Posted Aug 29, 2009 11:25 UTC (Sat) by Skud (guest, #59840) [Link]

But many of us don't *want* to. Many of us would rather be hacking!

Women expected to take care-taker/support/social/maternal roles

Posted Aug 29, 2009 17:29 UTC (Sat) by BrucePerens (guest, #2510) [Link]

Well, in between responding to LWN posts :-), I am working on something that is really important to society that I can't tell you about yet. And I'd rather be hacking too.

Women expected to take care-taker/support/social/maternal roles

Posted Aug 31, 2009 13:27 UTC (Mon) by Skud (guest, #59840) [Link]

Sure, but presumably nobody's saying it's your duty to do so because of your gender.

Women expected to take care-taker/support/social/maternal roles

Posted Aug 31, 2009 13:26 UTC (Mon) by Skud (guest, #59840) [Link]

It occurs to me to add that many women -- especially geeky women -- have trouble with this stuff too. I went through school having parent-teacher nights where the teachers said how I was poorly socialised.
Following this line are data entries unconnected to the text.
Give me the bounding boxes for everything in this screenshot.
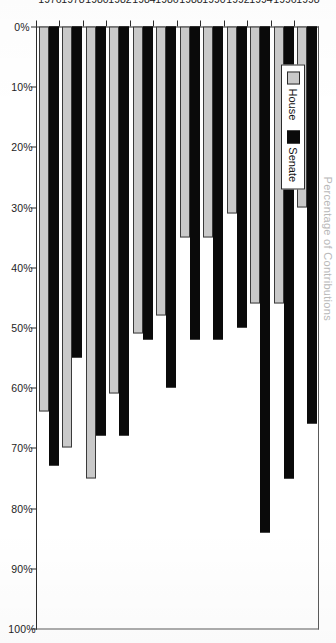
legend-label-senate: Senate [288,147,300,182]
bar-house-1990 [203,26,213,237]
category-axis-tick [295,20,296,26]
value-axis-label: 90% [0,562,45,574]
square-swatch-gray-icon [287,71,300,84]
category-axis-tick [83,20,84,26]
bar-senate-1978 [72,26,82,357]
bar-senate-1984 [143,26,153,339]
category-axis-tick [224,20,225,26]
bar-senate-1982 [119,26,129,435]
chart-rotation-stage: Percentage of Contributions 0%10%20%30%4… [0,0,336,643]
bar-senate-1998 [307,26,317,423]
category-axis-tick [154,20,155,26]
category-axis-tick [201,20,202,26]
bar-house-1976 [39,26,49,411]
chart-title: Percentage of Contributions [322,176,334,320]
bar-house-1984 [133,26,143,333]
bar-house-1992 [227,26,237,213]
bar-house-1978 [62,26,72,447]
chart-legend: House Senate [281,64,305,189]
bar-senate-1976 [49,26,59,465]
plot-frame-top-border [318,26,319,629]
legend-entry-house: House [287,71,300,120]
bar-senate-1992 [237,26,247,327]
bar-house-1994 [250,26,260,303]
value-axis-label: 100% [0,622,45,634]
scanned-page: Percentage of Contributions 0%10%20%30%4… [0,0,336,643]
category-axis-tick [60,20,61,26]
category-axis-tick [271,20,272,26]
category-axis-tick [107,20,108,26]
bar-house-1980 [86,26,96,478]
category-axis-tick [177,20,178,26]
category-axis-tick [130,20,131,26]
category-axis-tick [248,20,249,26]
bar-senate-1988 [190,26,200,339]
plot-frame-right-border [36,628,319,629]
category-axis-tick [36,20,37,26]
legend-label-house: House [288,88,300,120]
bar-house-1986 [156,26,166,315]
bar-house-1988 [180,26,190,237]
value-axis-label: 70% [0,441,45,453]
bar-house-1982 [109,26,119,393]
bar-senate-1980 [96,26,106,435]
category-axis-label-1998: 1998 [286,0,330,4]
bar-senate-1986 [166,26,176,387]
square-swatch-black-icon [287,130,300,143]
bar-senate-1994 [260,26,270,532]
value-axis-label: 80% [0,502,45,514]
legend-entry-senate: Senate [287,130,300,182]
bar-senate-1990 [213,26,223,339]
I got picked on in the playground. I had few friends. I hung out in the library and computer labs to avoid dealing with other kids. They considered keeping me down a year in school because of my social problems -- thank $DEITY that never happened!

As an adult, and particularly since my mid 20s, I've made a very serious effort to try and gain some social skills. It didn't come naturally to me, and I had to do it painstakingly and with lots of errors. I know other geek women who've done the same; one friend of mine treats it as a process of exploration and debugging, for example. It is absolutely possible for most people to do this (I concede that there are a small number who can't), and I don't see why men should be exempted from this.